Skip to content
U.S. National Debt:

Bipartisan legislation lead by Idaho delegation reforms national public lands fire fighting

Members Attend Briefing Focused on Preparedness in Wake of Recently-Passed Bill Ending Practice of Fire Borrowing

BOISE – After more than five years of bipartisan collaboration, Idaho Senators Mike Crapo and Jim Risch joined Idaho Congressman Mike Simpson today at the National Interagency Fire Center (NIFC) to mark the end of the practice known as fire borrowing.  Joining the delegation was Vicki Christiansen, Acting Chief of the U.S. Forest Service.  Oregon Senator Ron Wyden, who worked with Crapo and Risch was also on hand for the briefing. 

The practice of fire borrowing ended under provisions included in the omnibus spending bill passed by Congress in late March.  As wildfires intensify across the West, wildland firefighting costs are escalating and often far exceed budget estimates.  The National Interagency Fire Center reports that suppression costs have increased from nearly $240 million in 1985 to more than $2.9 billion in 2017.  This has resulted in agencies, such as the U.S. Forest Service and U.S. Bureau of Land Management diverting funds from important projects that improve the health of our forests and enable recreational activities on our public lands to covering pressing wildfire suppression costs.  This practice, known as fire borrowing, resulted in less resources for the very activities that can prevent large, devastating fires, and the harmful fire cycle worsens as forest health projects are tabled.  The recently enacted law not only improves federal budgeting for wildfires by permitting disaster relief funds to be accessed when fire suppression expenditures exceed their 10-year average, but also includes forest management reforms that will result in significant positive impacts on forest health. 

“This has been a bipartisan bill and a bicameral bill from the outset,” said Crapo during the briefing.  “The battle we have been fighting is that catastrophic fires --one percent of the fires that absorb nearly 30 percent of the firefighting costs—have not been recognized by Congress as natural disasters or been given the funding support that they need.  That has forced our agencies into the very difficult circumstance of fire borrowing, which took away from the other functions of the forest service and the Bureau of Land Management.” 

"We’ve redone the way that firefighting is going to be funded, to free up the agency’s money to be used for what it should be used for - and that is land management,” Risch said at the press conference. "This has not been a Republican versus Democrat issue – it has been a great, bipartisan team effort." 

“This is perhaps the most important piece of legislation Congress has passed to help the Forest Service in the last 50 years,” said Simpson. “If we had not passed this bill, the Forest Service would have seen their fire costs grow to over 67 percent, essentially making them the Fire Service, and further decimating important programs, like trails maintenance, grazing, and recreation.  Between the fire borrowing fix and the management reforms, we are giving land management agencies the tools to help prevent catastrophic fires.” 

According to NIFC predictions, large parts of the western U.S. are predicted to have above average potential for significant wildfire activity this year.  The "National Significant Wildland Fire Potential Outlook," released May 1st, predicts above average significant wildland fire potential in about a dozen Western states at various times between now and the end of August, including Arizona, California, Colorado, Idaho, Kansas, Montana, Nevada, New Mexico, Oregon, Texas, Utah, and Washington.  

"By mid-summer, we expect warmer and drier than average conditions, large amounts of grass, melting of below average snowpack, and increasing potential for thunderstorm activity and lightning starts to create above average potential for significant wildfire activity in a large part of the western U.S.," said Ed Delgado, National Program Manager, Predictive Services, NIFC, adding that wildland fire potential depends on weather and fuel conditions, which can and often do change.  As a result of these changes, NIFC issues an updated Outlook on the first day of each month. The number of wildfires and acres burned annually depends not only on wildland fire potential, but also on the number and timing of lightning and human caused ignitions.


Work item: Only one stretch of the records below is wanted: the lines from the one holding "Identify the location of p: Drag" through the one holding "The width and height of the screenshot is (793, 460).". Return it exactly, both ends included.

[[ Stored data open ]]

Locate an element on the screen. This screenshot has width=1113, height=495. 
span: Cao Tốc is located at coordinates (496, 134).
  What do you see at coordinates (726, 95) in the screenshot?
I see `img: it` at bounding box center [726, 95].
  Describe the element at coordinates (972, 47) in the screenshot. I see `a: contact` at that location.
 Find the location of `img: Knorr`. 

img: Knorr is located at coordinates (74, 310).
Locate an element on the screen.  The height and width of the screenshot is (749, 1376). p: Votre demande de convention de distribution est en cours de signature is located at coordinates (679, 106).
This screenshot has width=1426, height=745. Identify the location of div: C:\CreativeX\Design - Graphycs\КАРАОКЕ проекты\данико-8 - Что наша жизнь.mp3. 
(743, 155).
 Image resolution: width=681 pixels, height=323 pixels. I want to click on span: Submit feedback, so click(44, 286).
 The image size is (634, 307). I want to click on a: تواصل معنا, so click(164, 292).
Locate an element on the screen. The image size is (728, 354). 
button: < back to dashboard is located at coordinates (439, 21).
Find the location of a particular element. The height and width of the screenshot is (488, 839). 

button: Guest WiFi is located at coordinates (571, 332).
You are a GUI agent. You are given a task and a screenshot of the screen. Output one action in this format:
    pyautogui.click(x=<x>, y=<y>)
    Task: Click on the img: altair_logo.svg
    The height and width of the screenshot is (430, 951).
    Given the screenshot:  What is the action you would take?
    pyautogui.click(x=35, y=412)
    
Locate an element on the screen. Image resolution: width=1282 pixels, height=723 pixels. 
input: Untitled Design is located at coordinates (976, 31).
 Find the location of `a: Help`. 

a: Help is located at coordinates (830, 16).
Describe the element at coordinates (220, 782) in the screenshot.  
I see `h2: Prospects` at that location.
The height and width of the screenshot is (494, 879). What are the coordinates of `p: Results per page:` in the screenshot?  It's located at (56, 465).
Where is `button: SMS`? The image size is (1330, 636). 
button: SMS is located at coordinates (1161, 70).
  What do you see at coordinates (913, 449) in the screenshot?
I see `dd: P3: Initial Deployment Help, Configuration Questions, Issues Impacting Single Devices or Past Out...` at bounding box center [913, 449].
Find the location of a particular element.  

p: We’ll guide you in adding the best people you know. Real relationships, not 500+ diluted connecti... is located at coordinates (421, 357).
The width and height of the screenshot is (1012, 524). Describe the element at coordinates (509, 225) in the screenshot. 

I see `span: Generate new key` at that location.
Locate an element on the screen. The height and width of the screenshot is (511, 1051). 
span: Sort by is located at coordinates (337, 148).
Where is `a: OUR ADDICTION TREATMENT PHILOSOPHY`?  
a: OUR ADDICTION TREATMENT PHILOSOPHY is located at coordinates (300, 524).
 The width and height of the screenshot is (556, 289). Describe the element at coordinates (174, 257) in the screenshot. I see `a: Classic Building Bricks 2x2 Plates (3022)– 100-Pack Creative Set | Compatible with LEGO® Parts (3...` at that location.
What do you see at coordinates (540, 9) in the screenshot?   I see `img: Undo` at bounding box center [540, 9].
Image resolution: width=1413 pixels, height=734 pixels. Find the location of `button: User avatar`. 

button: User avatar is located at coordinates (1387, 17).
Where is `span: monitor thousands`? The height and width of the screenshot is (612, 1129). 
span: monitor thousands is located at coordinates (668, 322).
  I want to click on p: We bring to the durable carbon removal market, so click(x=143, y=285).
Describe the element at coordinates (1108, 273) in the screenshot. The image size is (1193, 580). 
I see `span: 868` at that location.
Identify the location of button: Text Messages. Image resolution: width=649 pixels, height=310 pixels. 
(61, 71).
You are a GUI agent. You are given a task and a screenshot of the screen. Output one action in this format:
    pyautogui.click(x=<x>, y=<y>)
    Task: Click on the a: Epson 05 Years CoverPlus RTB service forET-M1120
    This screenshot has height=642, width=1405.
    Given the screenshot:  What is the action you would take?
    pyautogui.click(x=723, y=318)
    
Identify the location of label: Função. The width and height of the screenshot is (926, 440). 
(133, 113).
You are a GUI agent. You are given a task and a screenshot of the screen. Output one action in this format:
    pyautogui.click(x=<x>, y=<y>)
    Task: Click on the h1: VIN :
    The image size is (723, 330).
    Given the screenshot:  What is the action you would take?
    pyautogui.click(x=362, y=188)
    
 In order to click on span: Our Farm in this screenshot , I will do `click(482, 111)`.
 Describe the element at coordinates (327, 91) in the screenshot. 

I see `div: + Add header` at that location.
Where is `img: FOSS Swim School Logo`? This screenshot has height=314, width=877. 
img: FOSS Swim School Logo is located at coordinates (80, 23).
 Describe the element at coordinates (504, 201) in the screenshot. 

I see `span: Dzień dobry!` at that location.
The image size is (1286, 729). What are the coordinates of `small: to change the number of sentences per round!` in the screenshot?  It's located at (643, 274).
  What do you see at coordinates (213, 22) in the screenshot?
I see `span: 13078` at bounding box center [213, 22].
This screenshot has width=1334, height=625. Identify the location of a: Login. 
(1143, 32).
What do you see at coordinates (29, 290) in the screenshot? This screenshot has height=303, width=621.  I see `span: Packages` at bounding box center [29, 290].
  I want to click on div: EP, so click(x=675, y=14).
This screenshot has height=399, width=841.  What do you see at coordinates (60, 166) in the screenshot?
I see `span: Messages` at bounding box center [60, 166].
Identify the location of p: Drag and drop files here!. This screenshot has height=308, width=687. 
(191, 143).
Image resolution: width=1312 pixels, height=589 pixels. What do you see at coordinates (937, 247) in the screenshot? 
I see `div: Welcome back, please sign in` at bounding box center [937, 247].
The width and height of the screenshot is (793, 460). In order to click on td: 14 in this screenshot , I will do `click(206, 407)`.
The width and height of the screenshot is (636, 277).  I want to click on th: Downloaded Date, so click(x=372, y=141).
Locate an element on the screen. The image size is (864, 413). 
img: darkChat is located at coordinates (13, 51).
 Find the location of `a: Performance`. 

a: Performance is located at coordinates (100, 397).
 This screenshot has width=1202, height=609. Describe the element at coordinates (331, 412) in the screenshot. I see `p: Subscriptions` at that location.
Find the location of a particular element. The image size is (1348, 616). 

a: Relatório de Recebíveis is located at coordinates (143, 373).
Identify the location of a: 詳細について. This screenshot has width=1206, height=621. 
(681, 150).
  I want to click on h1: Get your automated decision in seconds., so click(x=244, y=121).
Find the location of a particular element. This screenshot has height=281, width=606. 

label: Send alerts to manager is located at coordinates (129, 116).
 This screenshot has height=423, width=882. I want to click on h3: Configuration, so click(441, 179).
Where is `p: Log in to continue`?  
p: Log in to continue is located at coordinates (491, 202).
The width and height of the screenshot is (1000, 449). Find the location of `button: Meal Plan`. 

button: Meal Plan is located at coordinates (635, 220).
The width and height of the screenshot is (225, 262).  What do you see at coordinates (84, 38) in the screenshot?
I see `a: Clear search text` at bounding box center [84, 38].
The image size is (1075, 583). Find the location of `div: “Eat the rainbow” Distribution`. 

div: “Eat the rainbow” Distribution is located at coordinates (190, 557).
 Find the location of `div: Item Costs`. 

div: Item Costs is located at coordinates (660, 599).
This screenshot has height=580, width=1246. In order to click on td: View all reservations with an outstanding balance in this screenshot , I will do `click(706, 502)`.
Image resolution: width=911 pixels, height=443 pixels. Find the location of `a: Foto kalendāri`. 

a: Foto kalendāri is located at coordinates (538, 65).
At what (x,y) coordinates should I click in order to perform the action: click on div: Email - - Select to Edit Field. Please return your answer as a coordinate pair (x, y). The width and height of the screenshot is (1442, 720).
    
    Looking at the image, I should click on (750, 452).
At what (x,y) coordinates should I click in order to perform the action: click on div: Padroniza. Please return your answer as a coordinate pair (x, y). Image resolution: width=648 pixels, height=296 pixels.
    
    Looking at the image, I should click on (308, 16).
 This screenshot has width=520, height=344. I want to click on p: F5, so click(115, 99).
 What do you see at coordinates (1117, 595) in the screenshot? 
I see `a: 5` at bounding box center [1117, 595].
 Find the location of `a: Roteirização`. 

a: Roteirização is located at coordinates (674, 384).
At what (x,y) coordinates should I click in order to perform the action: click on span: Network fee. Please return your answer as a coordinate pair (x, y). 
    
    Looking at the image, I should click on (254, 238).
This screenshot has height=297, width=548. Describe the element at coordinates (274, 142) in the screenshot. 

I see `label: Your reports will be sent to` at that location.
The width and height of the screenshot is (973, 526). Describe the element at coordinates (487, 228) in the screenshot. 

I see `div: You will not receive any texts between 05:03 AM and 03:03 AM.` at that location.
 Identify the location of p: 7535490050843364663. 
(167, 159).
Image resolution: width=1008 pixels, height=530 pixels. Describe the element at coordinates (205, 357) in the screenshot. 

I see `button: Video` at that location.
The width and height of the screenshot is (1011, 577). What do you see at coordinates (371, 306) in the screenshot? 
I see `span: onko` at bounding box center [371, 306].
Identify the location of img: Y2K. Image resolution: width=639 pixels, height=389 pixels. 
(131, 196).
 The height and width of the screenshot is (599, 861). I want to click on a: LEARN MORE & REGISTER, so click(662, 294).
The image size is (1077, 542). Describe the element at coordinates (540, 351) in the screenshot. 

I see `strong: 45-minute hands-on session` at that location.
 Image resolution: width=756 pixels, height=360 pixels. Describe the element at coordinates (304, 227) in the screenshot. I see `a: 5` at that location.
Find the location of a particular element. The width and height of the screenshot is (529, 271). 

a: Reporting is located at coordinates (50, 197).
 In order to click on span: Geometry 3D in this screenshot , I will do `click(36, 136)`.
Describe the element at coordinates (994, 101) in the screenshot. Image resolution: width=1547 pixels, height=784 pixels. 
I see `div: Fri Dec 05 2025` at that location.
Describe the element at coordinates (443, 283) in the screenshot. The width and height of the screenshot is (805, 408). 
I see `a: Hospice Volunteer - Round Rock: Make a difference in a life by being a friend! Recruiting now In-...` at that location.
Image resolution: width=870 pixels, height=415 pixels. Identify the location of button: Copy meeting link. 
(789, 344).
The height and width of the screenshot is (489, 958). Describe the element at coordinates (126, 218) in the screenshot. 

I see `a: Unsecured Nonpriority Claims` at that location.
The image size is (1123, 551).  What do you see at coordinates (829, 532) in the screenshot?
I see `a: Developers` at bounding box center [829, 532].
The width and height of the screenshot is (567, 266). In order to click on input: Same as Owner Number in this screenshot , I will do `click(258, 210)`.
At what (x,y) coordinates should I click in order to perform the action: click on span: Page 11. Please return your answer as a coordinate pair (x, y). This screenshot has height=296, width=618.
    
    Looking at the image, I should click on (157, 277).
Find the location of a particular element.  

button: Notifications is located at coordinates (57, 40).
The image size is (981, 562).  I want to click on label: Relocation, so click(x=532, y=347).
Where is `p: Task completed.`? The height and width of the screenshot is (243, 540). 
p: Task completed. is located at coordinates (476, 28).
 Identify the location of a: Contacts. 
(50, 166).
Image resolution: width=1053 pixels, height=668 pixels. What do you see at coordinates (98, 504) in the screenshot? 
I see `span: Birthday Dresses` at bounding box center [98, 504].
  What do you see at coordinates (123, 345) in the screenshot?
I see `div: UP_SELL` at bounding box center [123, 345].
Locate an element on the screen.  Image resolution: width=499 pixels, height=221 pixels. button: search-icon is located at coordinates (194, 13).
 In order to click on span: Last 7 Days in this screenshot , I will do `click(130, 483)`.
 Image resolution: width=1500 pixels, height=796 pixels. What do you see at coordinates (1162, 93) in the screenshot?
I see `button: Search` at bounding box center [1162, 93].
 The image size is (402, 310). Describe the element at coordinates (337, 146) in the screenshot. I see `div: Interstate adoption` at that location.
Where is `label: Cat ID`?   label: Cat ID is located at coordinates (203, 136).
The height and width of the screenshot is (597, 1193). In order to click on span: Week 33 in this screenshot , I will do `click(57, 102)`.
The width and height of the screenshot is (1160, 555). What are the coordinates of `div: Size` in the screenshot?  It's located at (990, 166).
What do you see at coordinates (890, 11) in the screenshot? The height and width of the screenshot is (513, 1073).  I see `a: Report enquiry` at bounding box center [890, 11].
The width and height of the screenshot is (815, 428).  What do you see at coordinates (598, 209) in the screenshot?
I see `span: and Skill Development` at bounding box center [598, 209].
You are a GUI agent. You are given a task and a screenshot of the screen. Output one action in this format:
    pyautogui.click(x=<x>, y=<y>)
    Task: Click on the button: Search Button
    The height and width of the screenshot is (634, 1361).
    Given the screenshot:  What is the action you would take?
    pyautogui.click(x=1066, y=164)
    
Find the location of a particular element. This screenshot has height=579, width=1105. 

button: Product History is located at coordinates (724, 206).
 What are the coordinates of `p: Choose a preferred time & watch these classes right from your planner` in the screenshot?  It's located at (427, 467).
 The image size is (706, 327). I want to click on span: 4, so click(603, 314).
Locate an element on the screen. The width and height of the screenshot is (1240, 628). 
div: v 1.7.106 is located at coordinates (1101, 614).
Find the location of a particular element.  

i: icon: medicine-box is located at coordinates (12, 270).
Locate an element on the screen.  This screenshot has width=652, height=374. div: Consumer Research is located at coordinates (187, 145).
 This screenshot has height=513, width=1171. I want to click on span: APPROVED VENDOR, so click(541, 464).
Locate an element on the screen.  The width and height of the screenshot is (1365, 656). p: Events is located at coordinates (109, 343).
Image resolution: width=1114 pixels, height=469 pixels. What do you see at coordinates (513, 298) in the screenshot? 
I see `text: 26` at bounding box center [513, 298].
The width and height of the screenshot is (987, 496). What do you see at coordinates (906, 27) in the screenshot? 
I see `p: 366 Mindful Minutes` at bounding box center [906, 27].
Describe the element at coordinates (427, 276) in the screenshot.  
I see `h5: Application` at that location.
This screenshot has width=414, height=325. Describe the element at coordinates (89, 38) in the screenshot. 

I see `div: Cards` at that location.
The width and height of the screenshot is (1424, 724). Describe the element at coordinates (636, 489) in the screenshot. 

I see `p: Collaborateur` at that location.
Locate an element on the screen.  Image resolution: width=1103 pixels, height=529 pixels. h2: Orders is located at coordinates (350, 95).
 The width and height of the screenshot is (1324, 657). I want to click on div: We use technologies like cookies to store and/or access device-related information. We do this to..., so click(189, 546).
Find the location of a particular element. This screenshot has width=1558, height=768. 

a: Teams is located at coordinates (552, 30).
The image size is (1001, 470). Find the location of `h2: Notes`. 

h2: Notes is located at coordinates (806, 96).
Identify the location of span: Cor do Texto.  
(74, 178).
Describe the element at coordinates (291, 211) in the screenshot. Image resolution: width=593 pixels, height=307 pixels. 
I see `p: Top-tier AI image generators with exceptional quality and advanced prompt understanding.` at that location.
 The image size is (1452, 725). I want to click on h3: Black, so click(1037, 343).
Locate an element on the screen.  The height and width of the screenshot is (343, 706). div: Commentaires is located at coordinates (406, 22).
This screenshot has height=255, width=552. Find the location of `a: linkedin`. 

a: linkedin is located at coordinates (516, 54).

[[ Stored data closed ]]

Output:
Identify the location of p: Drag and drop files here!. This screenshot has height=308, width=687. 
(191, 143).
Image resolution: width=1312 pixels, height=589 pixels. What do you see at coordinates (937, 247) in the screenshot? 
I see `div: Welcome back, please sign in` at bounding box center [937, 247].
The width and height of the screenshot is (793, 460). In order to click on td: 14 in this screenshot , I will do `click(206, 407)`.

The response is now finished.